Take a look at this photo and remember what your initial thoughts are:
Inlaid marble detail inside Taj Mahal, Agra, India, Asia
Where was the first place you looked in the photo? What about the second?
Some of the more interesting photos (and artwork in general) moves your view around the image, and often brings you back for more.
When you take a photo, you know what you’re looking at and what is most important, but this doesn’t always come through in your picture, unless you make a concerted effort to help the viewer see the same thing. Luckily, as a photographer you have more than a few tricks to lead your viewers in your photos.
Leading Lines
The first technique is to simply point the way. As humans, we like lines that go somewhere and we tend to follow them. A trail, a road, repeating patterns; they are all fodder for the technique of leading lines.
Crossing to the Olympic Peninsula, Washington, USA
Prayer wheel wall, Kathmandu, Nepal
Leading lines, when stretched far, can also give your image greater depth by taking viewers into your scene. The lines need not be straight. They can be as meandering as a forest path.
Meandering path, Cascade Mountains, USA
Non-traditionally, I consider a repeating pattern, moving in a particular direction, to be a form of leading line. Such as with this line of bridge braces.
Wooden bridge in Olympic National Park, Washington, USA
Selective Focus
Selective focus seems so simple, but can be tricky if you haven’t mastered the use of aperture in your photography. Selective focus is also useful when you have a subject far on the edge of your photo. By habit we tend to look at the middle of a scene first and it’s quite easy to use selective focus to move your viewers to the edge, and the main subject.
Sunrise on South Sister Mountain, Oregon, USA
It’s also another way to help your viewers ignore the distractions in the scene and find the main subject.
Alaska Rainforest Floor, Glacier Bay National Park, Alaska, USA
There is a great article here: How to Use Leading Lines for Better Compositions by Anne McKinnell, that expands on this topic.
Colors
We’ve all seen this technique that became quite popular many years ago.
Chocolate chip mint ice cream cone, Balboa Island, California, USA, North America
You might have just cringed or you might have liked the technique, but there is no doubting where you looked in the photo.
But color need not be a single instance amongst black and white. Simply having a splash of color in a fairly monotone scene helps move the viewer to your main subject.
Prayer flags and Cho Oyu, Gokyo, Nepal, Asia
Plumeria flowers, outdoors
Coffee cherries sit ripe for picking In Hawaii, USA
Contrast
Something or someone going against the grain also brings focus and attention to that point.
Buddhist monks, Jakar, Bhutan
It can also be a contrast in colors or patterns.
High above California’s Central Valley, USA
The wide open spaces of Serengeti National Park beckon, Tanzania, Africa
Or it can be a juxtaposition that is the contrast; old and new, youth and elders, fast and slow, etc…
Old:New; Slow:Fast, Natural:Man-made – Dublin, Ireland
Eyes
Eyes are an easy way to draw focus. So easy, it almost seems like cheating. We naturally connect with eyes, be they human or animal. We can look around a scene and find eyes faster than most objects.
Use that to your advantage!
A baboon in the thicket, Serengeti National Park, Tanzania
Pygmy owl, Ranthambhore National Park, India
Eyes can also be used to point a way. I have often stated that we don’t like eyes looking off the edge of the photo because we want to know what the person is looking at. But eyes looking toward the middle of an image invite exploration.
Child watching Ganga Arti Celebration, Varanasi, India
Frozen Action
Panning blur is a simple technique to freeze action on your subject, while letting the rest of the image blur. This is a type of selective focus, when we get right down to it, but used in a unique way.
Hippos are amazingly fast animals, deceptively so. I had heard about this before heading to Africa in 2010, but once I witnessed just how fast they can run, and how mean they can be, I made sure my daughter and I were always close to, or in, a vehicle larger than a hippo when they were around. Ngorongoro Conservation Area, Tanzania.
The technique not only leads viewers directly to the main subject as it is the only thing in focus, but also has them looking back where the subject came from, and asking why is there movement.
For more on this technique, check out: Mastering Panning – Photographing Moving Subjects.
It can also be used when inside a moving object to emphasize speed, while also giving focus to the stationary objects of interest.
Speeding through the night streets of Varanasi, India
Going Into Your Photo
Arches, doorways, tunnels…these are all things that naturally make us want to go “into” a photo. We want to progress from the outside in. Craft your images by having more than one layer, in a three dimensional sense.
Taking photos at Masjid-i Jah?n-Num?, Delhi, India
Arches National Park, Utah, USA
Conclusion
Postcard shots are certainly a fine use of a digital camera. They capture a whole scene and make things static. But if you want to move your viewers around your images and have them coming back for more, think about how you are composing your photos.
The post How To Lead Your Viewer’s Focus to the Subject by Peter West Carey appeared first on Digital Photography School.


• Problem requirements: Copy out every line of the records where the string "Destroy" occurs.

[Start of Attachment]

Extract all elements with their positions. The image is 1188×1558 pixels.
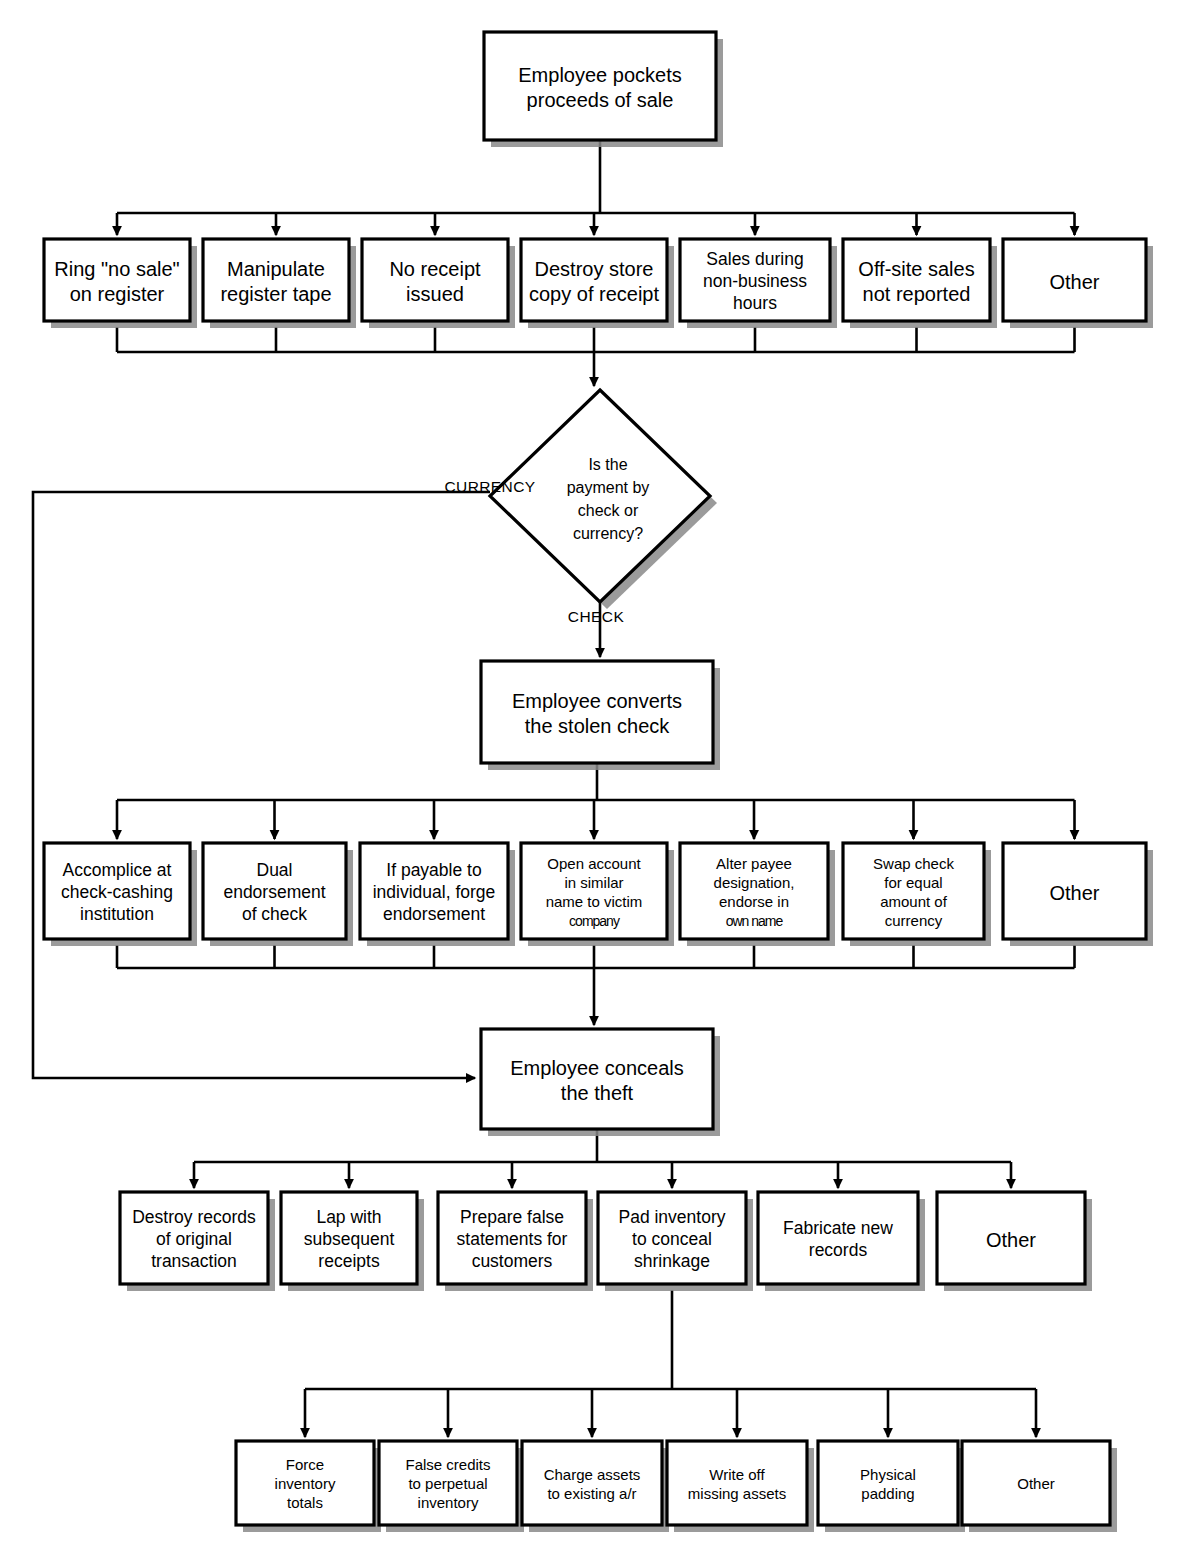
box-label-line: Dual bbox=[257, 860, 293, 880]
node-decision[interactable]: Is thepayment bycheck orcurrency? bbox=[490, 390, 717, 609]
node-convert[interactable]: Employee convertsthe stolen check bbox=[481, 661, 720, 770]
box-frame bbox=[44, 239, 190, 321]
edge-label-currency: CURRENCY bbox=[444, 478, 535, 495]
node-concealment-3[interactable]: Pad inventoryto concealshrinkage bbox=[598, 1192, 753, 1291]
node-conversion-4[interactable]: Alter payeedesignation,endorse inown nam… bbox=[680, 843, 835, 946]
box-label-line: copy of receipt bbox=[529, 283, 660, 305]
node-skimming-2[interactable]: No receiptissued bbox=[362, 239, 515, 328]
edge-label-check: CHECK bbox=[568, 608, 625, 625]
box-label-line: company bbox=[569, 913, 620, 929]
box-frame bbox=[667, 1441, 807, 1525]
node-padding-2[interactable]: Charge assetsto existing a/r bbox=[522, 1441, 669, 1532]
box-frame bbox=[843, 239, 990, 321]
box-label-line: No receipt bbox=[389, 258, 481, 280]
box-label-line: customers bbox=[472, 1251, 553, 1271]
diamond-label-line: check or bbox=[578, 502, 639, 519]
box-label-line: Open account bbox=[547, 855, 641, 872]
box-label-line: individual, forge bbox=[373, 882, 496, 902]
box-label-line: Sales during bbox=[706, 249, 803, 269]
node-skimming-1[interactable]: Manipulateregister tape bbox=[203, 239, 356, 328]
box-label-line: Employee converts bbox=[512, 690, 682, 712]
node-padding-3[interactable]: Write offmissing assets bbox=[667, 1441, 814, 1532]
box-label-line: the theft bbox=[561, 1082, 634, 1104]
box-frame bbox=[481, 1029, 713, 1129]
node-root[interactable]: Employee pocketsproceeds of sale bbox=[484, 32, 723, 147]
node-conversion-2[interactable]: If payable toindividual, forgeendorsemen… bbox=[360, 843, 515, 946]
box-label-line: inventory bbox=[275, 1475, 336, 1492]
box-label-line: to conceal bbox=[632, 1229, 712, 1249]
box-label-line: Lap with bbox=[316, 1207, 381, 1227]
node-layer: Employee pocketsproceeds of saleRing "no… bbox=[44, 32, 1153, 1532]
box-label-line: Swap check bbox=[873, 855, 954, 872]
box-label-line: Physical bbox=[860, 1466, 916, 1483]
box-label-line: subsequent bbox=[304, 1229, 395, 1249]
box-label-line: designation, bbox=[714, 874, 795, 891]
box-frame bbox=[362, 239, 508, 321]
box-frame bbox=[203, 239, 349, 321]
node-padding-0[interactable]: Forceinventorytotals bbox=[236, 1441, 381, 1532]
node-concealment-4[interactable]: Fabricate newrecords bbox=[758, 1192, 925, 1291]
box-label-line: Employee pockets bbox=[518, 64, 681, 86]
box-label-line: Accomplice at bbox=[63, 860, 172, 880]
node-padding-4[interactable]: Physicalpadding bbox=[818, 1441, 965, 1532]
box-label-line: register tape bbox=[220, 283, 331, 305]
box-label-line: to perpetual bbox=[408, 1475, 487, 1492]
box-label-line: Employee conceals bbox=[510, 1057, 683, 1079]
box-label-line: Pad inventory bbox=[618, 1207, 725, 1227]
box-label-line: totals bbox=[287, 1494, 323, 1511]
node-padding-1[interactable]: False creditsto perpetualinventory bbox=[379, 1441, 524, 1532]
box-label-line: transaction bbox=[151, 1251, 237, 1271]
node-padding-5[interactable]: Other bbox=[962, 1441, 1117, 1532]
box-label-line: Destroy store bbox=[535, 258, 654, 280]
box-label-line: to existing a/r bbox=[547, 1485, 636, 1502]
box-label-line: proceeds of sale bbox=[527, 89, 674, 111]
diamond-label-line: currency? bbox=[573, 525, 643, 542]
box-label-line: hours bbox=[733, 293, 777, 313]
diamond-frame bbox=[490, 390, 710, 602]
node-concealment-0[interactable]: Destroy recordsof originaltransaction bbox=[120, 1192, 275, 1291]
box-label-line: receipts bbox=[318, 1251, 380, 1271]
node-concealment-1[interactable]: Lap withsubsequentreceipts bbox=[281, 1192, 424, 1291]
node-conversion-1[interactable]: Dualendorsementof check bbox=[203, 843, 353, 946]
node-skimming-5[interactable]: Off-site salesnot reported bbox=[843, 239, 997, 328]
box-label-line: Other bbox=[1049, 882, 1099, 904]
node-skimming-3[interactable]: Destroy storecopy of receipt bbox=[521, 239, 674, 328]
box-label-line: False credits bbox=[405, 1456, 490, 1473]
connector-currency-bypass bbox=[33, 492, 490, 1078]
box-label-line: If payable to bbox=[386, 860, 481, 880]
box-label-line: Fabricate new bbox=[783, 1218, 893, 1238]
box-label-line: padding bbox=[861, 1485, 914, 1502]
box-label-line: in similar bbox=[564, 874, 623, 891]
node-conversion-6[interactable]: Other bbox=[1003, 843, 1153, 946]
node-concealment-2[interactable]: Prepare falsestatements forcustomers bbox=[438, 1192, 593, 1291]
box-label-line: Charge assets bbox=[544, 1466, 641, 1483]
box-label-line: Other bbox=[986, 1229, 1036, 1251]
box-label-line: amount of bbox=[880, 893, 948, 910]
node-skimming-0[interactable]: Ring "no sale"on register bbox=[44, 239, 197, 328]
box-label-line: for equal bbox=[884, 874, 942, 891]
node-conceal[interactable]: Employee concealsthe theft bbox=[481, 1029, 720, 1136]
node-skimming-4[interactable]: Sales duringnon-businesshours bbox=[680, 239, 837, 328]
box-label-line: currency bbox=[885, 912, 943, 929]
box-label-line: records bbox=[809, 1240, 868, 1260]
diamond-label-line: payment by bbox=[567, 479, 650, 496]
node-conversion-3[interactable]: Open accountin similarname to victimcomp… bbox=[521, 843, 674, 946]
node-concealment-5[interactable]: Other bbox=[937, 1192, 1092, 1291]
flowchart-svg: Employee pocketsproceeds of saleRing "no… bbox=[0, 0, 1188, 1558]
box-label-line: on register bbox=[70, 283, 165, 305]
box-label-line: missing assets bbox=[688, 1485, 786, 1502]
box-frame bbox=[522, 1441, 662, 1525]
node-conversion-5[interactable]: Swap checkfor equalamount ofcurrency bbox=[843, 843, 991, 946]
box-frame bbox=[481, 661, 713, 763]
box-label-line: Destroy records bbox=[132, 1207, 256, 1227]
box-label-line: Manipulate bbox=[227, 258, 325, 280]
box-label-line: of original bbox=[156, 1229, 232, 1249]
node-conversion-0[interactable]: Accomplice atcheck-cashinginstitution bbox=[44, 843, 197, 946]
box-label-line: the stolen check bbox=[525, 715, 671, 737]
box-label-line: shrinkage bbox=[634, 1251, 710, 1271]
node-skimming-6[interactable]: Other bbox=[1003, 239, 1153, 328]
box-label-line: Force bbox=[286, 1456, 324, 1473]
box-label-line: Other bbox=[1049, 271, 1099, 293]
diamond-label-line: Is the bbox=[588, 456, 627, 473]
box-label-line: name to victim bbox=[546, 893, 643, 910]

[End of Attachment]

• Task output:
box-label-line: Destroy store bbox=[535, 258, 654, 280]
node-concealment-0[interactable]: Destroy recordsof originaltransaction bbox=[120, 1192, 275, 1291]
node-skimming-3[interactable]: Destroy storecopy of receipt bbox=[521, 239, 674, 328]
box-label-line: Destroy records bbox=[132, 1207, 256, 1227]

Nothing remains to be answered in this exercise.